Managing this kind of growth isn't easy for a two-man operation (in David's case "man" is used loosely). On Wednesday, Muziic saw some performance issues as a result of making too many queries to YouTube's API servers, David said. YouTube limits the amount of traffic from developer sites.

David said he solved the problem by caching queries made by Muziic's users so information can be pulled from his site's servers instead of YouTube's. It's obvious by the way David explains the fix that he enjoys trouble-shooting tech problems.

Other challenges may prove less fun.

Navigating the music sector
When Fanning unleashed Napster in 1999, the record companies were still very much in the dark about digital music, file sharing, and the power of the Web to transmit songs.

In some ways, it was easier then to launch a disruptive music service than for today's start-ups. Music executives have a greater understanding of technology. They also can be more wary. They still cut plenty of deals with digital services, but negotiations can be complex. The costs of obtaining licenses from a major label can run into the millions. For companies that don't negotiate, litigation can be just as expensive.
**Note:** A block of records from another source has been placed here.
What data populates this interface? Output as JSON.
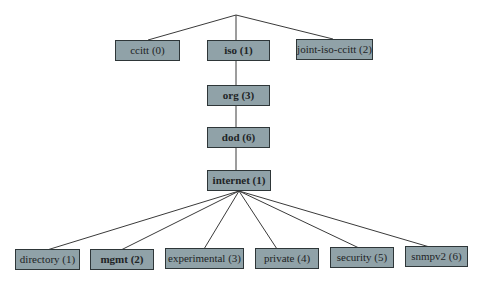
{
  "diagram": {
    "title": "",
    "root": {
      "id": "root",
      "label": ""
    },
    "nodes": [
      {
        "id": "ccitt",
        "label": "ccitt (0)",
        "bold": false,
        "parent": "root"
      },
      {
        "id": "iso",
        "label": "iso (1)",
        "bold": true,
        "parent": "root"
      },
      {
        "id": "joint-iso-ccitt",
        "label": "joint-iso-ccitt (2)",
        "bold": false,
        "parent": "root"
      },
      {
        "id": "org",
        "label": "org (3)",
        "bold": true,
        "parent": "iso"
      },
      {
        "id": "dod",
        "label": "dod (6)",
        "bold": true,
        "parent": "org"
      },
      {
        "id": "internet",
        "label": "internet (1)",
        "bold": true,
        "parent": "dod"
      },
      {
        "id": "directory",
        "label": "directory (1)",
        "bold": false,
        "parent": "internet"
      },
      {
        "id": "mgmt",
        "label": "mgmt (2)",
        "bold": true,
        "parent": "internet"
      },
      {
        "id": "experimental",
        "label": "experimental (3)",
        "bold": false,
        "parent": "internet"
      },
      {
        "id": "private",
        "label": "private (4)",
        "bold": false,
        "parent": "internet"
      },
      {
        "id": "security",
        "label": "security (5)",
        "bold": false,
        "parent": "internet"
      },
      {
        "id": "snmpv2",
        "label": "snmpv2 (6)",
        "bold": false,
        "parent": "internet"
      }
    ],
    "colors": {
      "node_fill": "#90a2a8",
      "node_border": "#2e3638",
      "edge": "#3a3a3a",
      "text": "#1e2426"
    }
  }
}
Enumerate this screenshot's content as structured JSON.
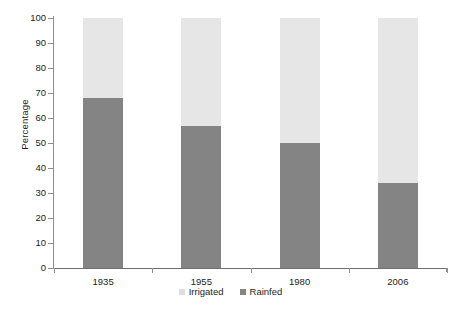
{
  "chart_data": {
    "type": "bar",
    "stacked": true,
    "title": "",
    "xlabel": "",
    "ylabel": "Percentage",
    "categories": [
      "1935",
      "1955",
      "1980",
      "2006"
    ],
    "series": [
      {
        "name": "Irrigated",
        "color": "#e6e6e6",
        "values": [
          32,
          43,
          50,
          66
        ]
      },
      {
        "name": "Rainfed",
        "color": "#848484",
        "values": [
          68,
          57,
          50,
          34
        ]
      }
    ],
    "ylim": [
      0,
      100
    ],
    "yticks": [
      0,
      10,
      20,
      30,
      40,
      50,
      60,
      70,
      80,
      90,
      100
    ],
    "ytick_labels": [
      "0",
      "10",
      "20",
      "30",
      "40",
      "50",
      "60",
      "70",
      "80",
      "90",
      "100"
    ],
    "grid": false,
    "legend_position": "bottom-center",
    "legend_entries": [
      "Irrigated",
      "Rainfed"
    ]
  },
  "axis": {
    "y_title": "Percentage"
  }
}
In Muziic's case, the Nelsons also have to worry about television networks and film studios. On YouTube there are a lot of music performances recorded from television or film. Do YouTube's licenses cover sites like Muziic?

Mark and David may have had some of these questions answered prior to launch had they spoken with YouTube. They said one reason they didn't was to avoid exposing their work to other developers. The other reason was David and his father didn't want to risk getting shutting down, David said.

That could rankle some label executives. One of their major complaints about digital music services over the past several years is that many launched first, built followings--enticing visitors with free music--and then told the labels "we're here, so there's nothing to do but negotiate a licensing deal with us."

Often the labels do just that. But music execs say using their libraries to draw an audience and then later ask for rights can undermine potential partnerships. They also emphasized that a site with a big following isn't guaranteed a deal. Just ask Project Playlist, a service that launched first, got sued by the recording industry, and as a result has been bounced off the top social networks.

The Nelsons say that they want to deal in good faith with the labels and they suspect the record companies will welcome them. "We think we solve a lot of the problems confronting digital music," Mark said.

One thing the Nelsons say they don't worry about is YouTube.

"We're not scared of Google," said David. "Those guys know a good idea when they see one, and I think they're going to recognize our service is a great way to listen to music."